Splitting the same weekly dose into smaller, more frequent injections smooths that curve. Common protocols:

  • Daily (subq): Smallest peaks and troughs. Often paired with insulin needles (29–31g, 1/2 inch).
  • Every other day (EOD): Popular middle path. Cuts injection count in half versus daily.
  • Twice weekly (e.g., Mon/Thu): Common starting point — better than once-weekly for most.
  • Once weekly (IM): Simplest schedule, but more variability in symptoms and labs.

Research suggests more frequent dosing may reduce aromatization spikes (and therefore estradiol-related side effects) and slow hematocrit creep, though responses vary widely.

How to track and compare protocols

When you change frequency, the goal is to compare apples to apples — same total weekly dose, different cadence — and see how labs and symptoms respond after roughly 6–8 weeks at steady state.

What to log:

  • Each injection: date, dose, ester, site, needle size
  • Symptoms: energy, libido, sleep, mood, bloat, acne
  • Bloodwork timing relative to last shot (this matters a lot)
  • Trough vs peak labs if you do both

This is exactly what an app like Trace is built for — it stores everything locally on-device with Face ID protection, so your hormone history doesn't sit on someone else's server. You can pull up a 90-day view and actually see whether switching from weekly to EOD moved your trough numbers or your morning energy.

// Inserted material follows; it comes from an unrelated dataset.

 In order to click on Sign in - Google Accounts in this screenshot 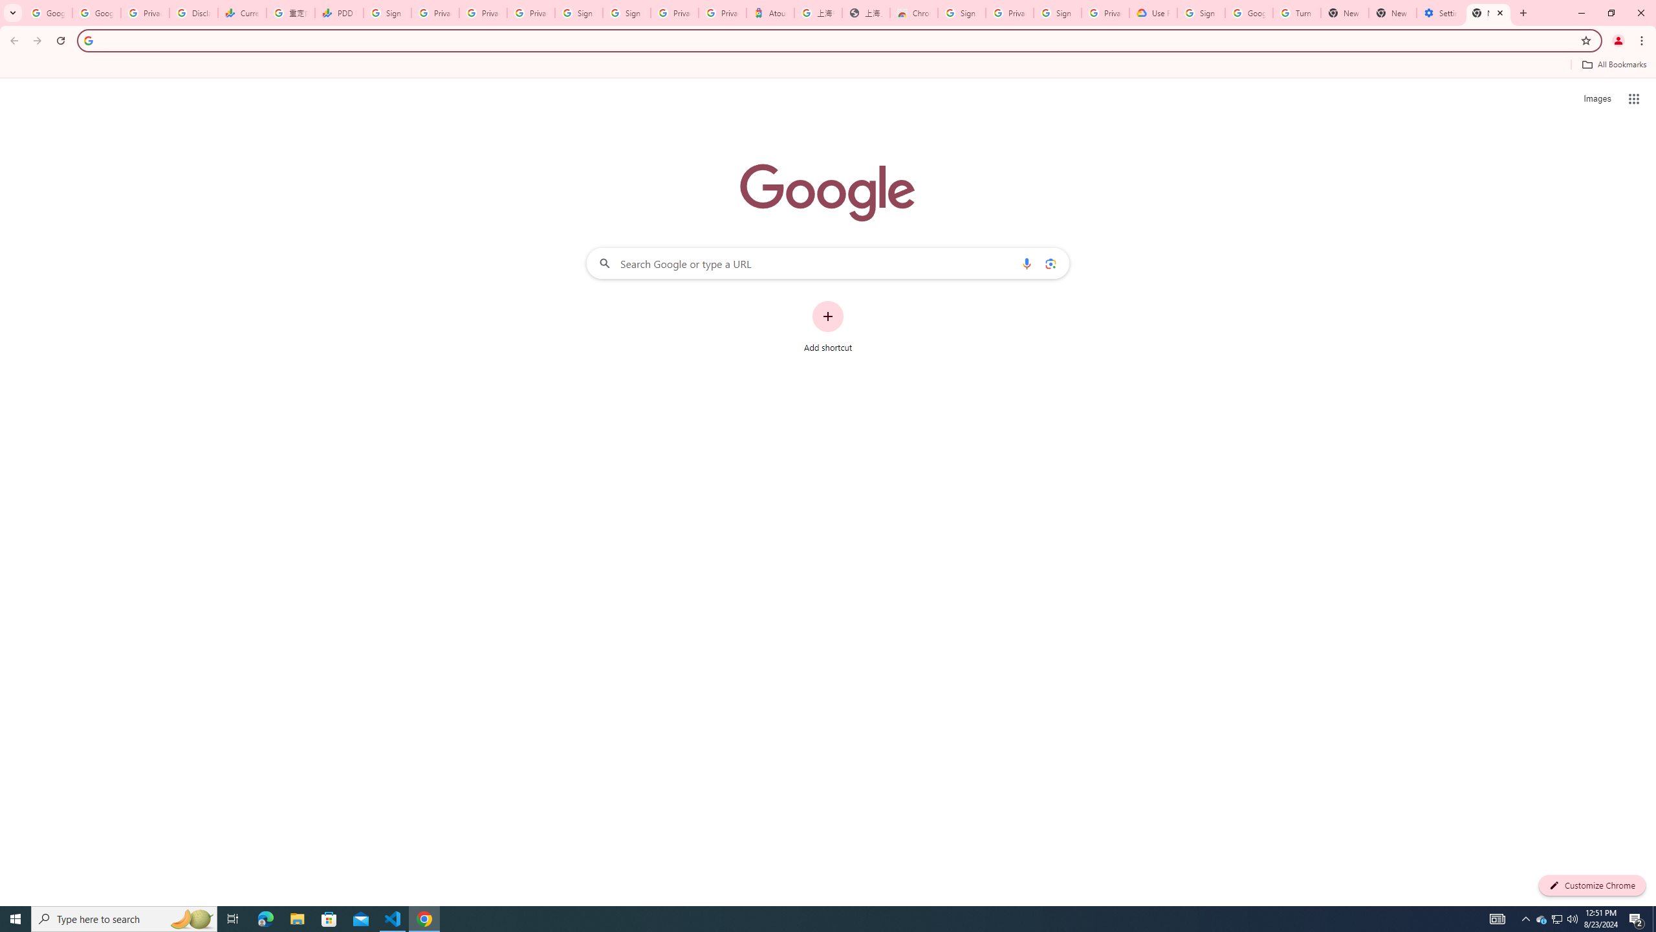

Always discuss protocol changes with the prescriber managing your TRT — frequency tweaks can shift estradiol, hematocrit, and SHBG in ways that need clinical context.

Frequently Asked Questions

Is daily TRT better than weekly?

Daily protocols generally produce steadier blood levels and may reduce side effects like estradiol spikes or high hematocrit. But "better" depends on your labs, symptoms, and how much you mind sticking yourself every day — many people do equally well on twice-weekly.

Do I need to switch needles for daily injections?

Most people switching to daily move from intramuscular shots to subcutaneous with insulin needles (29–31 gauge, 1/2 inch). Subq is generally less painful and rotates easily across the abdomen, thighs, and flanks. Ask your provider before changing your delivery method.

When should I get bloodwork after changing frequency?

Wait at least 6 weeks at the new protocol before testing so levels stabilize. Note exactly how many hours since your last injection on the lab requisition — trough numbers from a weekly schedule and trough numbers from a daily schedule are not the same thing.